The Cinema Revival collective raised $430,000 through support from the likes of Lynch and Sciamma, matched with funds from Leos Carax, Agnès Jaoui, Wang Bing, Mathieu Amalric, Alain Cavalier, Sophie Fillières, Irène Jacob and Valérie Massadian. Subseqeuent donations Quentin Tarantino and Cedric Klapisch filled the collective’s coffers even more, helping to secure the $2.1 million needed to close the transaction.

Sciamma is also a member of the Cinema Revival board of administrators.

“We don’t just want to protect a local cinema,” says the La Clef board. “We must also defend the value of an institution measured less in square meters than by the opportunities for interaction and creativity. We believe such institutions should exist right at the heart of a major metropolis, and not on the outskirts once the market pushes them back.”

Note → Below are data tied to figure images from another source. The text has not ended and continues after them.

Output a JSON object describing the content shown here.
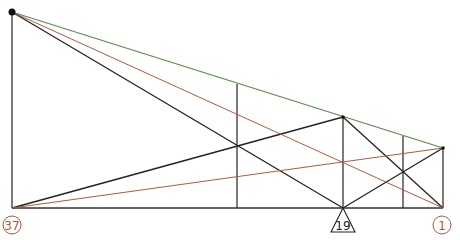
{
  "diagram": {
    "type": "truss-influence-lines",
    "colors": {
      "member": "#222222",
      "green_line": "#5a8a50",
      "red_line": "#b0593f",
      "label": "#b0593f",
      "support": "#222222"
    },
    "nodes": [
      {
        "id": "top-left"
      },
      {
        "id": "bottom-left"
      },
      {
        "id": "mid-top"
      },
      {
        "id": "right-top"
      },
      {
        "id": "bottom-right"
      },
      {
        "id": "bottom-mid"
      }
    ],
    "labels": {
      "left": "37",
      "support": "19",
      "right": "1"
    }
  }
}
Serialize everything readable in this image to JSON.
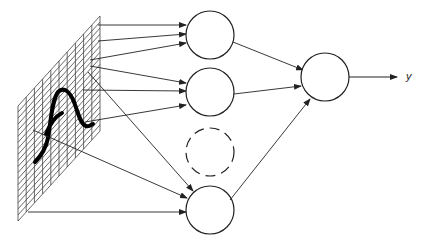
{
  "diagram": {
    "type": "neural-network",
    "colors": {
      "stroke": "#333333",
      "curve": "#000000",
      "background": "#ffffff"
    },
    "input_grid": {
      "shape": "parallelogram",
      "corners": {
        "top_left": [
          18,
          106
        ],
        "top_right": [
          100,
          16
        ],
        "bottom_right": [
          100,
          131
        ],
        "bottom_left": [
          18,
          221
        ]
      },
      "columns": 10,
      "rows": 19,
      "glyph": "handwritten-curve"
    },
    "hidden_layer": {
      "nodes": [
        {
          "id": "h1",
          "cx": 210,
          "cy": 35,
          "r": 24,
          "style": "solid"
        },
        {
          "id": "h2",
          "cx": 210,
          "cy": 92,
          "r": 24,
          "style": "solid"
        },
        {
          "id": "h3",
          "cx": 210,
          "cy": 152,
          "r": 24,
          "style": "dashed"
        },
        {
          "id": "h4",
          "cx": 210,
          "cy": 210,
          "r": 24,
          "style": "solid"
        }
      ]
    },
    "output_node": {
      "id": "out",
      "cx": 325,
      "cy": 77,
      "r": 24,
      "style": "solid"
    },
    "input_connections": [
      {
        "from": [
          98,
          25
        ],
        "to": [
          186,
          25
        ],
        "target": "h1"
      },
      {
        "from": [
          98,
          41
        ],
        "to": [
          186,
          34
        ],
        "target": "h1"
      },
      {
        "from": [
          90,
          60
        ],
        "to": [
          186,
          43
        ],
        "target": "h1"
      },
      {
        "from": [
          90,
          66
        ],
        "to": [
          186,
          83
        ],
        "target": "h2"
      },
      {
        "from": [
          83,
          90
        ],
        "to": [
          186,
          91
        ],
        "target": "h2"
      },
      {
        "from": [
          85,
          122
        ],
        "to": [
          186,
          105
        ],
        "target": "h2"
      },
      {
        "from": [
          88,
          72
        ],
        "to": [
          193,
          191
        ],
        "target": "h4"
      },
      {
        "from": [
          33,
          130
        ],
        "to": [
          187,
          198
        ],
        "target": "h4"
      },
      {
        "from": [
          28,
          212
        ],
        "to": [
          186,
          212
        ],
        "target": "h4"
      }
    ],
    "hidden_to_output": [
      {
        "from": [
          233,
          42
        ],
        "to": [
          303,
          70
        ],
        "source": "h1"
      },
      {
        "from": [
          234,
          94
        ],
        "to": [
          301,
          86
        ],
        "source": "h2"
      },
      {
        "from": [
          230,
          200
        ],
        "to": [
          310,
          99
        ],
        "source": "h4"
      }
    ],
    "output_arrow": {
      "from": [
        349,
        77
      ],
      "to": [
        397,
        77
      ]
    },
    "output_label": "y"
  }
}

If for nothing else, this happy announcement should help lift the spirits of a film community rattled by the country’s impending parliamentary elections, which could very likely bring to power France’s the first far-right government since the Second World War.

“The grave political context and the anxiety it imparts make it more necessary than ever to have places to meet, to think and to build alternatives,” says the collective. ”We hope that this good news, however small, offers hope and strength to all those who are fighting, everywhere.”